This is a crosspost from VanessaSaurus, dinosaurs, programming, and parsnips. See the original post here.
There are common needs across open source or academic projects that sometimes continually hit us in the face. They become such regular annoyances, in fact, that we even stop seeing them. Such an example is the simple task of checking static links in any kind of documentation or code. You know, given that you have umpteen pages of docs, how could you easily check that the links aren’t broken?
I can give an example. For the usrse website one of the original creators had set it up to use html-proofer that was using an underlying library called typhoeus to implement the checking. For a general request, it worked most of the time but as you can see from the link, since the library has no implementation for a retry, this means that a failing link is common. It was so common, in fact, that I started to look into how to go about addressing it. Since I was always one to quickly respond to CI failures, the burden of re-running these failed checks on merges to master (after the same commit passed for a pull request) was repeatedly on me.
At this point I started to keep my eyes open for other tools in the ecosystem that might be able to provide such an easy service, checking urls in static files. I also had my eye on the lookout for a tool that would best serve the scientific community, likely meaning something in Python. It’s not to say that other languages aren’t equally good, but rather if something breaks or needs a look in terms of the code, if the language is something familar, it’s easier for the community to adopt (e.g., html-proofer is in ruby, which isn’t common amongst scientific programmers). It was after a few months that I stumbled on the urlstechie organization, which was created by SuperKogito for this exact purpose.
I was pumped! I forged ahead to open up issues for the features that I saw important, and wound up doing a few major pull requests:
The last one was hugely fun, and I did yesterday. What exactly is urlchecker-python? Let’s talk about that next.
Here’s the thing - although the original repository urlstechie/URLs-checker
was a GitHub action,
it was sort of a Python module and GitHub action squished into one. This happens sometimes when we
create small snippets of code intended to run as actions, but then realize we want to extend them
beyond that. Being able to reproduce an action locally using the same exact underlying tooling
is hugely important for developers to be able to do - if I’m going to run the urlchecker for a GitHub workflow test,
I want to be able to run it locally to reproduce the same tests. We thus
decided to embark on gutting out the core of the GitHub Action (at that time)
and creating a separate Python library. And tada, here it is!.
You can install it with pip:
pip install urlchecker
And you can now easily check a repository (documentation and code) locally, using the same parameters that are plugged into the GitHub action:
urlchecker check .
Here is an example run.
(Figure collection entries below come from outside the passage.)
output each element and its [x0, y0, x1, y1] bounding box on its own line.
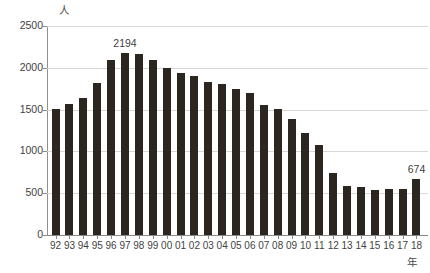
x-tick-mark-06 [250, 236, 251, 239]
bar-95 [93, 83, 101, 235]
gridline-2500 [47, 26, 428, 27]
x-tick-mark-09 [292, 236, 293, 239]
x-tick-mark-96 [111, 236, 112, 239]
bar-12 [329, 173, 337, 235]
bar-07 [260, 105, 268, 235]
x-tick-mark-95 [97, 236, 98, 239]
x-tick-mark-10 [305, 236, 306, 239]
x-tick-mark-02 [194, 236, 195, 239]
bar-08 [274, 109, 282, 235]
y-tick-label-500: 500 [3, 187, 43, 198]
bar-92 [52, 109, 60, 235]
x-tick-mark-13 [347, 236, 348, 239]
x-tick-mark-18 [416, 236, 417, 239]
bar-17 [399, 189, 407, 235]
y-tick-label-1500: 1500 [3, 104, 43, 115]
x-tick-mark-17 [403, 236, 404, 239]
bar-02 [190, 76, 198, 235]
bar-13 [343, 186, 351, 235]
x-tick-mark-99 [153, 236, 154, 239]
bar-00 [163, 68, 171, 235]
bar-99 [149, 60, 157, 235]
x-tick-mark-16 [389, 236, 390, 239]
plot-area [47, 26, 428, 235]
gridline-2000 [47, 68, 428, 69]
bar-01 [177, 73, 185, 235]
bar-14 [357, 187, 365, 235]
x-tick-mark-97 [125, 236, 126, 239]
value-label-97: 2194 [105, 37, 145, 49]
x-tick-mark-94 [83, 236, 84, 239]
x-tick-mark-03 [208, 236, 209, 239]
bar-11 [315, 145, 323, 235]
bar-10 [301, 133, 309, 235]
bar-16 [385, 189, 393, 235]
y-tick-label-1000: 1000 [3, 145, 43, 156]
bar-18 [412, 179, 420, 235]
bar-97 [121, 53, 129, 235]
x-tick-mark-98 [139, 236, 140, 239]
y-tick-label-0: 0 [3, 229, 43, 240]
bar-09 [288, 119, 296, 235]
bar-04 [218, 84, 226, 235]
bar-98 [135, 54, 143, 235]
x-tick-mark-11 [319, 236, 320, 239]
x-tick-mark-93 [69, 236, 70, 239]
y-tick-label-2500: 2500 [3, 20, 43, 31]
bar-03 [204, 82, 212, 235]
x-tick-label-18: 18 [406, 240, 426, 252]
bar-chart-figure: 人 年 05001000150020002500 929394959697989… [0, 0, 430, 273]
x-tick-mark-00 [167, 236, 168, 239]
x-tick-mark-04 [222, 236, 223, 239]
bar-93 [65, 104, 73, 235]
x-axis-unit-label: 年 [407, 256, 417, 268]
x-tick-mark-08 [278, 236, 279, 239]
x-tick-mark-15 [375, 236, 376, 239]
x-tick-mark-07 [264, 236, 265, 239]
x-tick-mark-92 [56, 236, 57, 239]
gridline-0 [47, 235, 428, 236]
x-tick-mark-05 [236, 236, 237, 239]
bar-94 [79, 98, 87, 235]
x-tick-mark-14 [361, 236, 362, 239]
bar-06 [246, 93, 254, 235]
bar-15 [371, 190, 379, 235]
y-axis-unit-label: 人 [59, 4, 69, 16]
x-tick-mark-12 [333, 236, 334, 239]
bar-96 [107, 60, 115, 235]
value-label-18: 674 [396, 163, 430, 175]
y-tick-label-2000: 2000 [3, 62, 43, 73]
x-tick-mark-01 [181, 236, 182, 239]
bar-05 [232, 89, 240, 235]
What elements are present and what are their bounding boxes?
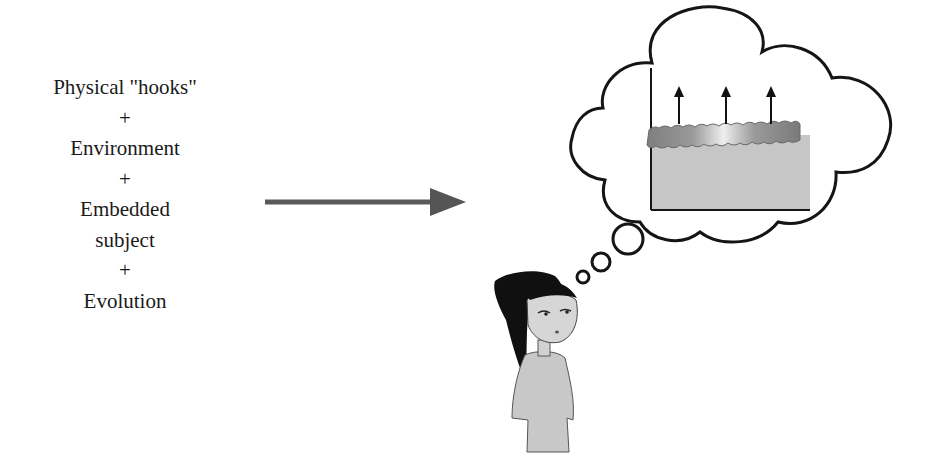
thought-bubbles [577, 224, 643, 283]
girl-figure [494, 271, 577, 452]
right-arrow-icon [265, 188, 466, 216]
diagram-canvas [0, 0, 925, 476]
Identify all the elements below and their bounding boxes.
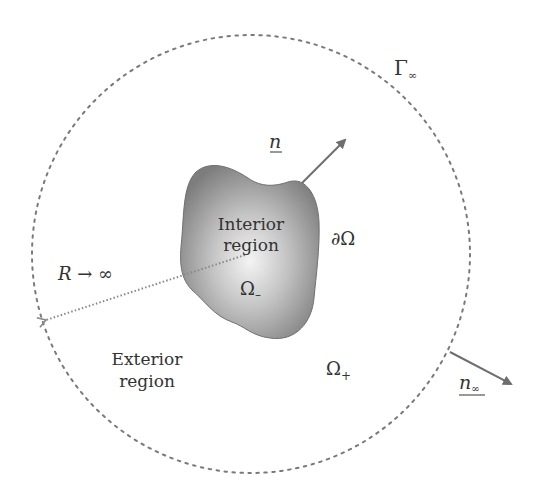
gamma-infinity-label: Γ∞ [394,56,417,82]
radius-label: R → ∞ [57,263,113,284]
omega-plus-label: Ω+ [326,358,351,383]
exterior-label-line1: Exterior [112,349,184,369]
diagram-canvas: Γ∞ n Interior region ∂Ω Ω– R → ∞ Exterio… [0,0,537,496]
normal-infinity-label: n∞ [459,371,480,394]
exterior-label-line2: region [119,371,175,391]
boundary-label: ∂Ω [331,228,355,249]
interior-label-line1: Interior [218,214,285,234]
normal-label: n [269,130,281,152]
interior-label-line2: region [223,235,279,255]
normal-vector-arrow [302,140,345,183]
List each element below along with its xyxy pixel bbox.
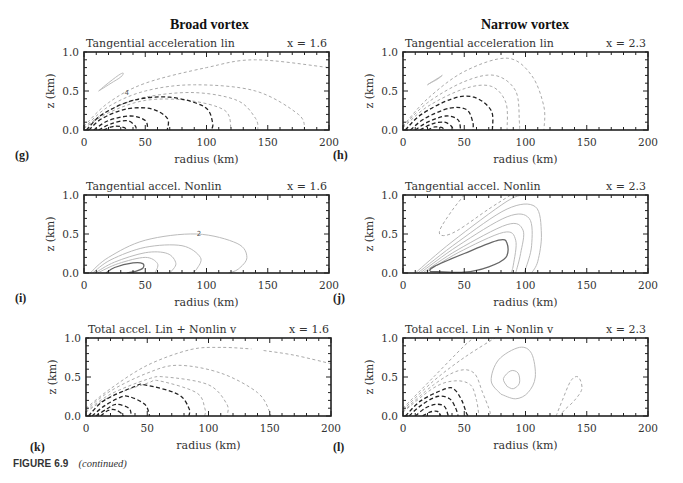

This is the same action that is run for the awesome-rseng repository. This command says to check all markdown files, but skip the files in docs in the present working directory (.).
urlchecker check --white-listed-files docs --file-types .md .
So if you have struggled with checking static links in the past, look no further! Here is a quick example to get you started:
name: URLChecker
on: [pull_request]
jobs:
check-urls:
runs-on: ubuntu-latest
steps:
- name: Checkout Actions Repository
uses: actions/checkout@v2
- name: Test GitHub Action
uses: urlstechie/urlchecker-action@0.1.7
with:
file_types: .md,.py
white_listed_files: docs
I’m having a lot of fun developing these tools, so please open an issue if you have any questions, feature requests, or just want to say hello! We have a fabulous old school style website with information about urlstechie.